Parking notebook: 4th Street parking garage has unused capacity, based on data halfway into 2022





The new public parking garage at 4th and Walnut streets, which opened in late August of 2021, has a lot of unused capacity.
That’s based on entry/exit and occupancy data for the first half of 2022, which was provided to The B Square by the city of Bloomington in response to a records request.
For the first six months of 2022, the peak occupied state of the garage came on June 22 between 2 p.m. and 3 p.m. when 315 cars were parked in the garage—based on the numbers provided by the city. More typical peak occupancy for a weekday is around 150 cars.
The reports generated by the parking system software show the capacity of the garage at 500 spaces, but during the design and approval phase for the garage, the number was pegged at 537 spaces.
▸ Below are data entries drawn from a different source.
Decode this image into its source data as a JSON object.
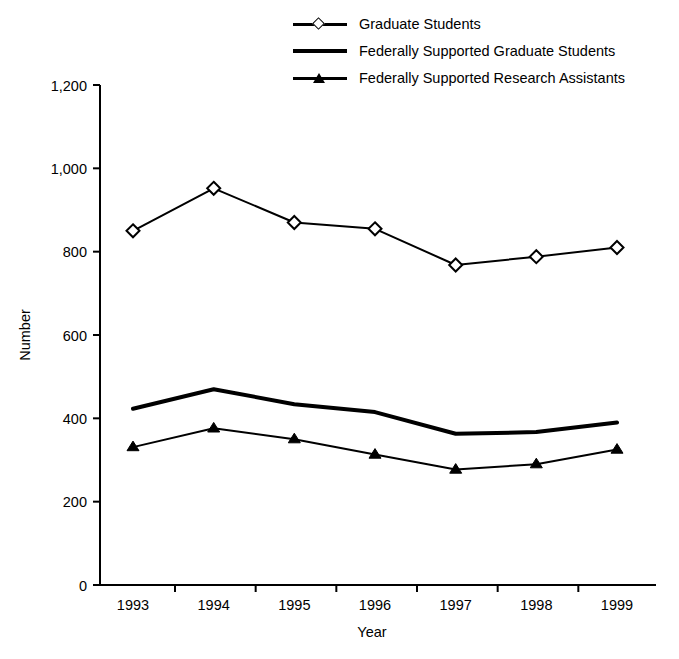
{
  "chart_data": {
    "type": "line",
    "title": "",
    "xlabel": "Year",
    "ylabel": "Number",
    "categories": [
      "1993",
      "1994",
      "1995",
      "1996",
      "1997",
      "1998",
      "1999"
    ],
    "x": [
      1993,
      1994,
      1995,
      1996,
      1997,
      1998,
      1999
    ],
    "ylim": [
      0,
      1200
    ],
    "yticks": [
      0,
      200,
      400,
      600,
      800,
      1000,
      1200
    ],
    "ytick_labels": [
      "0",
      "200",
      "400",
      "600",
      "800",
      "1,000",
      "1,200"
    ],
    "grid": false,
    "legend_position": "top-center",
    "series": [
      {
        "name": "Graduate Students",
        "marker": "open-diamond",
        "line_width": "thin",
        "values": [
          850,
          952,
          870,
          855,
          768,
          788,
          810
        ]
      },
      {
        "name": "Federally Supported Graduate Students",
        "marker": "none",
        "line_width": "thick",
        "values": [
          423,
          470,
          434,
          415,
          363,
          367,
          390
        ]
      },
      {
        "name": "Federally Supported Research Assistants",
        "marker": "filled-triangle",
        "line_width": "thin",
        "values": [
          331,
          376,
          350,
          313,
          277,
          290,
          325
        ]
      }
    ]
  },
  "legend": {
    "items": [
      {
        "label": "Graduate Students",
        "key": "line-open-diamond-marker"
      },
      {
        "label": "Federally Supported Graduate Students",
        "key": "thick-line"
      },
      {
        "label": "Federally Supported Research Assistants",
        "key": "line-filled-triangle-marker"
      }
    ]
  },
  "axes": {
    "y_title": "Number",
    "x_title": "Year"
  },
  "colors": {
    "ink": "#000000",
    "background": "#ffffff"
  }
}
A manual count by the B Square this week put the number of total spaces at 560.
Based on 560 spaces, a typical peak occupancy of 150 on any given day works out to about 27 percent. A conventional parking industry benchmark is that 85 percent occupancy is perceived as full.
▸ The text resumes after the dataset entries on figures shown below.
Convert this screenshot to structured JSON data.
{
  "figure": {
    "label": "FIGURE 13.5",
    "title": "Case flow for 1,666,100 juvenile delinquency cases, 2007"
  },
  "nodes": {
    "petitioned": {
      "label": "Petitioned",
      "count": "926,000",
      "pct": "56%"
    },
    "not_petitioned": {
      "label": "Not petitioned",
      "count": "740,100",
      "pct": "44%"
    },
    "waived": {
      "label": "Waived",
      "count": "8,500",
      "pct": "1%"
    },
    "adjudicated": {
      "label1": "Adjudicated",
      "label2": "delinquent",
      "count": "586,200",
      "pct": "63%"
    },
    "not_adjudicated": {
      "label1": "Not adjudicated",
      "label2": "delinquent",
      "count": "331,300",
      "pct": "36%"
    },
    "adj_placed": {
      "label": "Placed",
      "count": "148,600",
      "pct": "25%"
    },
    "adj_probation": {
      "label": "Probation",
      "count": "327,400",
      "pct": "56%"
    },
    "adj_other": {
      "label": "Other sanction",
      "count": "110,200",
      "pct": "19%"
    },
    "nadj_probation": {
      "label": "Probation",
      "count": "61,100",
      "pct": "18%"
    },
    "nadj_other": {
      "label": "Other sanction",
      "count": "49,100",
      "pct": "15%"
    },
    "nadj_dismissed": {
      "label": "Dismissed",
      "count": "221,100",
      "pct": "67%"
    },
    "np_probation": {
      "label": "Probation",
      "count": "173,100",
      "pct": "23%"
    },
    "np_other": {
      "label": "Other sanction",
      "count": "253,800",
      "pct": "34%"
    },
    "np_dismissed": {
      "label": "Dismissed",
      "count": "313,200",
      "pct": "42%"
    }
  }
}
The garage replaced by the newly built structure, because it was failing structurally, had 352 spaces.
The numbers confirm some expected patterns.
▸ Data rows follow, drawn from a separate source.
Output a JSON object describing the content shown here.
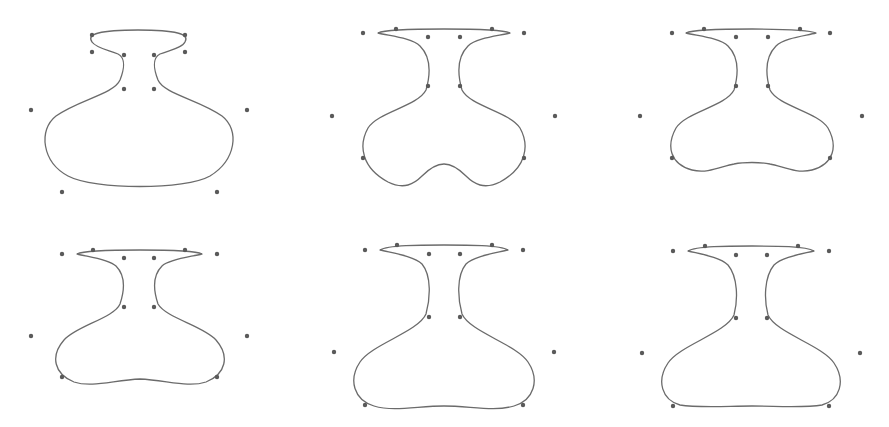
{
  "figure": {
    "width": 889,
    "height": 427,
    "colors": {
      "curve": "#6b6b6b",
      "control_point": "#5a5a5a",
      "background": "#ffffff"
    },
    "point_radius": 2.2
  },
  "vases": [
    {
      "id": "vase-1",
      "path": "M 92 42 C 86 34, 100 30, 138 30 C 176 30, 190 34, 185 42 C 182 48, 170 50, 160 54 C 152 58, 154 70, 158 80 C 164 94, 200 100, 222 116 C 240 130, 236 160, 210 176 C 186 190, 94 190, 68 176 C 42 162, 38 130, 56 116 C 78 100, 114 94, 120 80 C 124 70, 126 58, 118 54 C 108 50, 96 48, 92 42 Z",
      "points": [
        [
          92,
          35
        ],
        [
          92,
          52
        ],
        [
          124,
          55
        ],
        [
          154,
          55
        ],
        [
          185,
          35
        ],
        [
          185,
          52
        ],
        [
          124,
          89
        ],
        [
          154,
          89
        ],
        [
          31,
          110
        ],
        [
          247,
          110
        ],
        [
          62,
          192
        ],
        [
          217,
          192
        ]
      ]
    },
    {
      "id": "vase-2",
      "path": "M 378 33 C 386 29, 420 29, 444 29 C 468 29, 502 29, 510 33 C 498 36, 476 38, 468 46 C 456 58, 458 76, 462 90 C 470 106, 510 112, 520 128 C 530 146, 526 168, 500 182 C 484 190, 474 184, 466 176 C 456 166, 450 164, 444 164 C 438 164, 432 166, 422 176 C 414 184, 404 190, 388 182 C 362 168, 358 146, 368 128 C 378 112, 418 106, 426 90 C 430 76, 432 58, 420 46 C 412 38, 390 36, 378 33 Z",
      "points": [
        [
          363,
          33
        ],
        [
          396,
          29
        ],
        [
          428,
          37
        ],
        [
          460,
          37
        ],
        [
          492,
          29
        ],
        [
          524,
          33
        ],
        [
          428,
          86
        ],
        [
          460,
          86
        ],
        [
          332,
          116
        ],
        [
          555,
          116
        ],
        [
          363,
          158
        ],
        [
          524,
          158
        ]
      ]
    },
    {
      "id": "vase-3",
      "path": "M 686 33 C 694 29, 728 29, 752 29 C 776 29, 808 29, 816 33 C 804 36, 784 38, 776 46 C 764 58, 766 76, 770 90 C 778 106, 818 112, 828 128 C 838 146, 834 164, 812 170 C 796 174, 782 166, 770 164 C 760 162, 744 162, 734 164 C 722 166, 708 174, 692 170 C 670 164, 666 146, 676 128 C 686 112, 726 106, 734 90 C 738 76, 740 58, 728 46 C 720 38, 698 36, 686 33 Z",
      "points": [
        [
          672,
          33
        ],
        [
          704,
          29
        ],
        [
          736,
          37
        ],
        [
          768,
          37
        ],
        [
          800,
          29
        ],
        [
          830,
          33
        ],
        [
          736,
          86
        ],
        [
          768,
          86
        ],
        [
          640,
          116
        ],
        [
          862,
          116
        ],
        [
          672,
          158
        ],
        [
          830,
          158
        ]
      ]
    },
    {
      "id": "vase-4",
      "path": "M 77 254 C 85 250, 116 250, 140 250 C 164 250, 194 250, 202 254 C 190 257, 170 259, 162 266 C 152 276, 154 292, 158 304 C 166 318, 204 326, 216 340 C 230 356, 226 374, 206 382 C 188 388, 166 380, 140 379 C 114 380, 92 388, 74 382 C 54 374, 50 356, 64 340 C 76 326, 114 318, 120 304 C 124 292, 126 276, 116 266 C 108 259, 89 257, 77 254 Z",
      "points": [
        [
          62,
          254
        ],
        [
          93,
          250
        ],
        [
          124,
          258
        ],
        [
          154,
          258
        ],
        [
          185,
          250
        ],
        [
          217,
          254
        ],
        [
          124,
          307
        ],
        [
          154,
          307
        ],
        [
          31,
          336
        ],
        [
          247,
          336
        ],
        [
          62,
          377
        ],
        [
          217,
          377
        ]
      ]
    },
    {
      "id": "vase-5",
      "path": "M 380 250 C 388 245, 420 245, 444 245 C 468 245, 500 245, 508 250 C 496 253, 474 256, 466 264 C 456 276, 458 300, 462 314 C 470 332, 516 344, 528 362 C 540 380, 534 400, 514 406 C 494 412, 470 406, 444 406 C 418 406, 394 412, 374 406 C 354 400, 348 380, 360 362 C 372 344, 418 332, 426 314 C 430 300, 432 276, 422 264 C 414 256, 392 253, 380 250 Z",
      "points": [
        [
          365,
          250
        ],
        [
          397,
          245
        ],
        [
          429,
          254
        ],
        [
          460,
          254
        ],
        [
          492,
          245
        ],
        [
          523,
          250
        ],
        [
          429,
          317
        ],
        [
          460,
          317
        ],
        [
          334,
          352
        ],
        [
          554,
          352
        ],
        [
          365,
          405
        ],
        [
          523,
          405
        ]
      ]
    },
    {
      "id": "vase-6",
      "path": "M 688 251 C 696 246, 728 246, 752 246 C 776 246, 806 246, 814 251 C 802 254, 782 257, 774 265 C 764 277, 764 300, 768 315 C 776 333, 822 345, 834 363 C 846 381, 840 400, 822 405 C 804 408, 776 406, 752 406 C 728 406, 698 408, 680 405 C 662 400, 656 381, 668 363 C 680 345, 726 333, 734 315 C 738 300, 738 277, 728 265 C 720 257, 700 254, 688 251 Z",
      "points": [
        [
          673,
          251
        ],
        [
          705,
          246
        ],
        [
          736,
          255
        ],
        [
          767,
          255
        ],
        [
          798,
          246
        ],
        [
          829,
          251
        ],
        [
          736,
          318
        ],
        [
          767,
          318
        ],
        [
          642,
          353
        ],
        [
          860,
          353
        ],
        [
          673,
          406
        ],
        [
          829,
          406
        ]
      ]
    }
  ]
}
In the mornings, the garage starts to fill mostly with customers who have a monthly permit (contract parkers), as opposed to people who are paying to park on an hourly basis. The cost is $0.50 per hour, which is half the cost of feeding a meter to park on the street. The cost of a permit depends on whether the space is reserved, but it’s at least $107 a month.
After 5 p.m., hourly parkers (aka “transient parkers”) outnumber those who use a permit to get into the garage. That’s consistent with the idea that during the day, it’s people who are driving to work who are parking in the garage, and in the evening, the people who are parking there do it on an ad hoc basis.
Many of the monthly permit holders work at businesses located in Fountain Square Mall, which is connected to the garage to the north by a suspended walkway.
According to Bloomington parking services, the number of monthly permit holders for each of the first six months of 2022 averaged around 280: (By month: 262, 264, 320, 292, 279, and 280.)
Measured by week, the garage shows somewhat stronger numbers starting in late March. That would be consistent with the closure of some sections of Kirkwood Avenue around that time—to allow for more outside dining. But it doesn’t necessarily mean that drivers who were parking on Kirkwood Avenue until the time of its closure, are now opting to park in the 4th Street garage.
Durational data—how long each vehicle stayed in the garage—was not a part of the records requested by The B Square.
The entry/exit reports extracted from the Amano McGann parking equipment were provided to The B Square as 180 separate Excel spreadsheets—one for each day of the first half of the year. The B Square confirmed with a representative from Evens Time Parking Control—which is the Amano McGann Inc. service provider for Bloomington’s part of the country—that there’s not a standard way to extract a single data set for entry/exit data.
The B Square counts among its readers some who have the technical skills to swiftly combine 180 spreadsheets into a single table. Here’s a link to that table: Excel Table of 4th Street Garage Parking Data.
[The fields t_entry and t_exit are for transient parkers. The fields c_entry and c_exit are for contract parkers. Fields with the word “total” indicate occupancy.]